Author Minette Walters has spun a tale that creates a bit of a conundrum: It’s so uncomfortable to read in spots that it’s difficult to recommend it wholeheartedly for the same reasons that it should be read. The things that give rise to the events described here occur. We know they do, though, more often than not, we turn away from them when confronted by them in a newspaper article that one quits reading after the third paragraph, or in an investigative report televised on the nether regions of a cable channel. There is no turning away from THE CELLAR once you start it, and that is chief among its many strengths.
"THE CELLAR is a powerful work. It is a short but multi-layered novel packed full to the brim of its pages with quiet horror and realism."

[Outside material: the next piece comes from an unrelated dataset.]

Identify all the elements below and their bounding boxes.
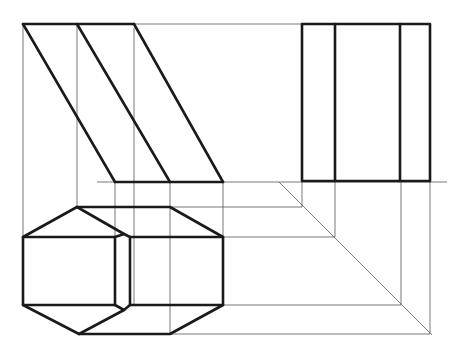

A 14-year-old girl named Muna was taken under false pretenses at the age of eight from an orphanage in West Africa by the Songoli family. The Songolis --- a mother, father and two sons --- subsequently emigrated to London, where they have kept Muna in slavery, confining her to a dark basement except to do their bidding and suffer their abuse, which is continuous. This state of affairs continues for six years. Things change dramatically for Muna when the younger of the Songoli boys goes missing one morning. The parents, of course, report the absence, but find that they must promote Muna from the cellar and clean her up, passing her off as a mentally challenged daughter to the Scotland Yard officials who show up at the Songoli home to investigate their son’s disappearance.
Muna, as we come to learn, is anything but mentally challenged. She is a very intelligent, angry and dangerous girl. Driven by revenge and a demanding voice that only she can hear, she slowly, incrementally and inexorably begins to turn her world around, even as the world outside of the walls of the Songoli home --- a world she knows next to nothing about --- threatens to bring her down.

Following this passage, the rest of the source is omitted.